The final edition of NEW WORKS will feature writers Kirsten Han of New Naratif, Grace Yeoh of Rice Media, and Ruby Thiagarajan of Mynah Magazine, each speaking on the roles they play in their respective publications, as well as their hopes and dreams for the future.

The event begins at 5pm; door opens at 4.30pm. There will be a Q&A session after the presentations. Prior registration will be required ($15 / person), and ticket-holders will be prioritised over walk-ins; all money earned will go towards paying our speakers and feeding our cat. We’ll serve lots of tea.

DETAILS
Price: $15 / entry (via singlitstation.com/shop/newangles or the button below)
Date: 20 Jul 2019 (Sat)
Time: 5pm—7pm
Venue: Sing Lit Station (22 Dickson Road, #02-01, Singapore 209506)

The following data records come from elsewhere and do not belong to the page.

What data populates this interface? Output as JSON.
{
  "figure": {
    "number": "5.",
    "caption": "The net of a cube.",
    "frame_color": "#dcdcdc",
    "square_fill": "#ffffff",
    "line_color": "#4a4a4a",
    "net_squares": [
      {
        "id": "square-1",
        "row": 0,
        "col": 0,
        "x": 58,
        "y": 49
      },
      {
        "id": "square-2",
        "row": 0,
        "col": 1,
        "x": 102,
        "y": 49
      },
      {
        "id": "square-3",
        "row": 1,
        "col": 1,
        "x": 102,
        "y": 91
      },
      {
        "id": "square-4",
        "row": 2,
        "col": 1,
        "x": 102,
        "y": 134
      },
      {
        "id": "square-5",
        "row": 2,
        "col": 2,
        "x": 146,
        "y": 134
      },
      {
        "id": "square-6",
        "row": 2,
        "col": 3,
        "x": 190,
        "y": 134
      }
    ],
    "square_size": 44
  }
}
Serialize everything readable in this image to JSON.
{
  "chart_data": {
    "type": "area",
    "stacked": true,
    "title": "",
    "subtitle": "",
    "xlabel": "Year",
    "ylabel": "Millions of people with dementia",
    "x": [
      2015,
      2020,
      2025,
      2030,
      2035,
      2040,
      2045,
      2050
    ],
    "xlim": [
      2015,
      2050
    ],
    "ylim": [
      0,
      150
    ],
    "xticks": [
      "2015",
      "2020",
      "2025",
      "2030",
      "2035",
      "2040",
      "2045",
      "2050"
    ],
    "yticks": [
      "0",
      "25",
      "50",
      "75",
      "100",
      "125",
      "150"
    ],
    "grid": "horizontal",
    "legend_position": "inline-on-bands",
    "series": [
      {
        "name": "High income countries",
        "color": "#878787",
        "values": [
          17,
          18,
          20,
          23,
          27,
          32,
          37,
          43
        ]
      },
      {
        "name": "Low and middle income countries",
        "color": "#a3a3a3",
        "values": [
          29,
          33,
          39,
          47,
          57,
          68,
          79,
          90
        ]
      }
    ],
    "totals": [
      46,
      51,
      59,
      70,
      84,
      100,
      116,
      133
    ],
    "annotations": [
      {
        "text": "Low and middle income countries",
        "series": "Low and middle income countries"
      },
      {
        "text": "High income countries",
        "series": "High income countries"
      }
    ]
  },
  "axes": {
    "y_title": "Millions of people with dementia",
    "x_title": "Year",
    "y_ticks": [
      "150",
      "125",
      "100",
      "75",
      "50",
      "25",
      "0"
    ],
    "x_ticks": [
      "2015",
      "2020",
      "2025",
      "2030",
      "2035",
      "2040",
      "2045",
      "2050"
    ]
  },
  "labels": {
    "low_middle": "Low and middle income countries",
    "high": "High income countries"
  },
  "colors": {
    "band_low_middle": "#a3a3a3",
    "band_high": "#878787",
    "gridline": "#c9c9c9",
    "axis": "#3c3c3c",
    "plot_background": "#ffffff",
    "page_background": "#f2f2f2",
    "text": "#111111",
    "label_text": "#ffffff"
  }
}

NOTE ABOUT THE VENUE: We have a cat. Guests with allergies or phobias are to take note of this.

Kirsten Han is a Singaporean freelance journalist and Editor-in-Chief of New Naratif, a platform for Southeast Asian journalism, research, art and community-building. Her work often revolves around the themes of social justice, human rights, politic…

Kirsten Han is a Singaporean freelance journalist and Editor-in-Chief of New Naratif, a platform for Southeast Asian journalism, research, art and community-building. Her work often revolves around the themes of social justice, human rights, politics and democracy, with bylines in publications like The Guardian, The New York Times, The Washington Post and Asia Times.

In 2018, she received an Honourable Mention from the World Justice Project’s Anthony Lewis Prize for Exceptional Rule of Law Journalism. Her essay, "The Silhouette of Oppression", was published by Epigram Books in 2019. Kirsten is also a founding member of We Believe in Second Chances, a group advocating for the abolition of the death penalty in Singapore.

Grace Yeoh is presently the Current Affairs Editor at Rice Media.

Grace Yeoh is presently the Current Affairs Editor at Rice Media.

Ruby Thiagarajan is the editor-in-chief and a founder of Mynah Magazine. She is a recent graduate of Brown University’s Public Humanities graduate programme.

Ruby Thiagarajan is the editor-in-chief and a founder of Mynah Magazine. She is a recent graduate of Brown University’s Public Humanities graduate programme.